◆ What is required ◆
In the records below, find the line containing "This screenshot has height=364, width=634.". Output it and every line after it to the end, unchanged, with no pictures.

◆ Stored data ◆
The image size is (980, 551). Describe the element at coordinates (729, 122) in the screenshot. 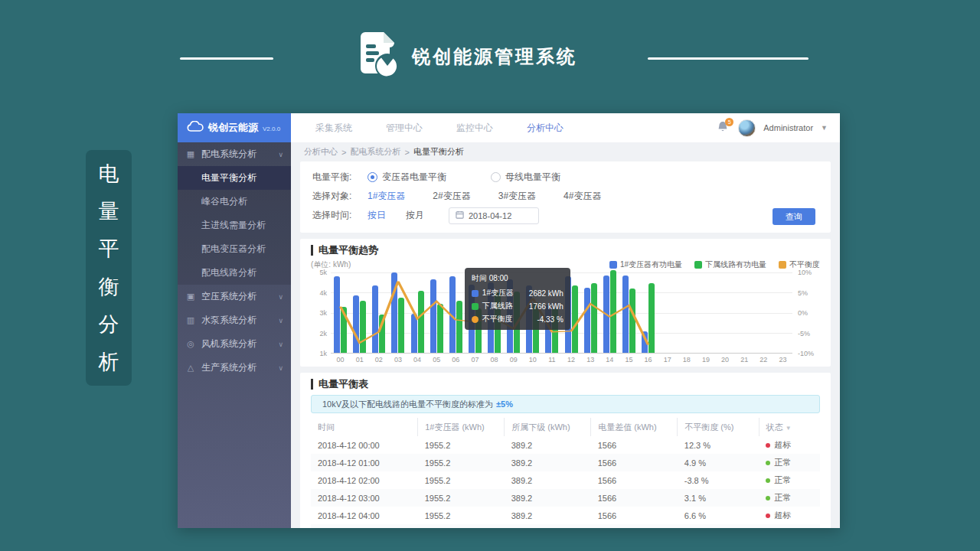

I see `notification-badge: 5` at that location.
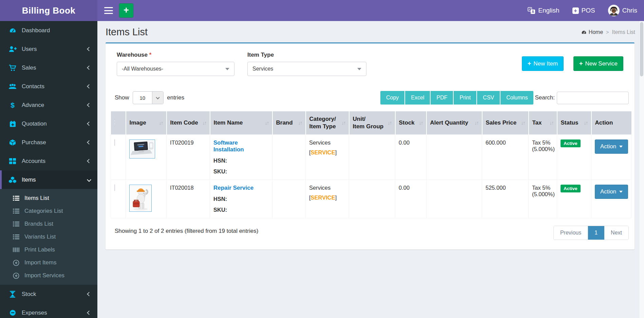  I want to click on top-navbar: Billing Book + A English + POS, so click(322, 11).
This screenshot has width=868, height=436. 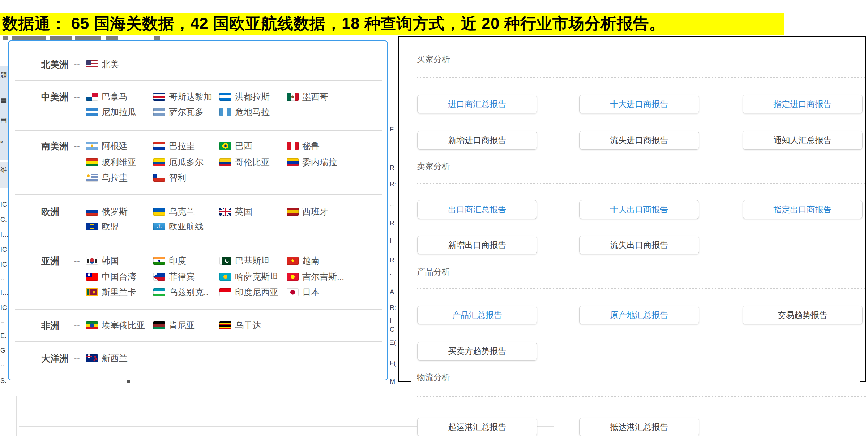 I want to click on country-item-mexico: 墨西哥, so click(x=307, y=97).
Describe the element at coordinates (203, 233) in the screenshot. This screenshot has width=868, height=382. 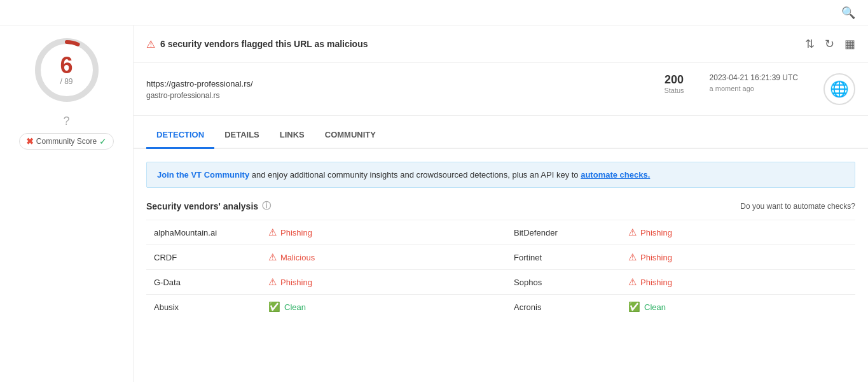
I see `vendor-left-name: alphaMountain.ai` at that location.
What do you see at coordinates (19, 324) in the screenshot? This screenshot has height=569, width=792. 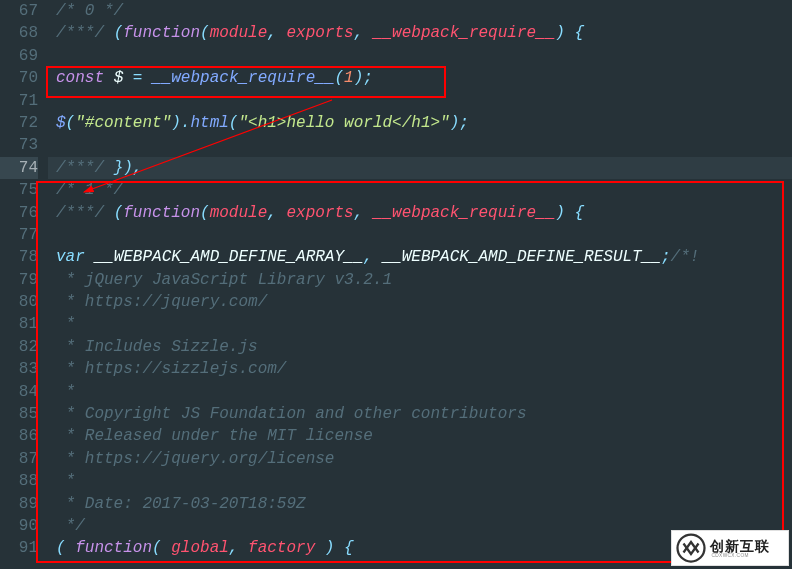 I see `line-number: 81` at bounding box center [19, 324].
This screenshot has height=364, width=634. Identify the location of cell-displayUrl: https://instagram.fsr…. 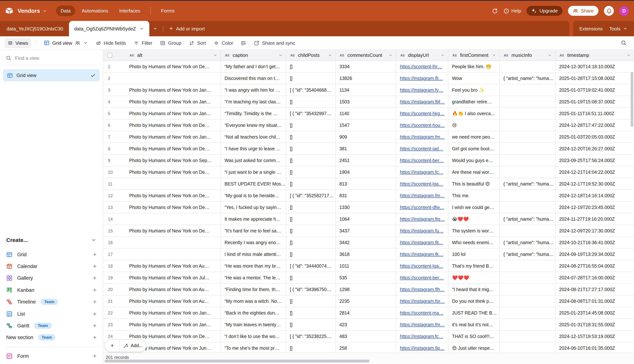
(422, 301).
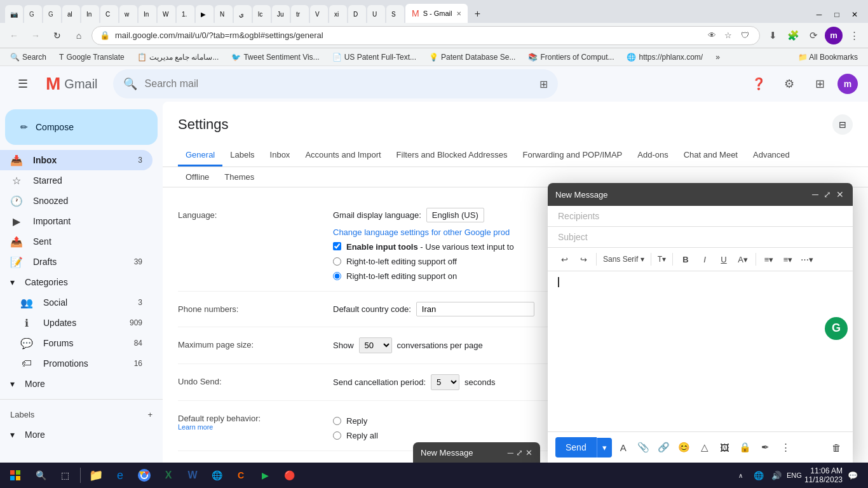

◆ Result for this task ◆
This screenshot has height=364, width=634. Identify the location of cell-displayUrl: https://instagram.fsr…. 
(422, 301).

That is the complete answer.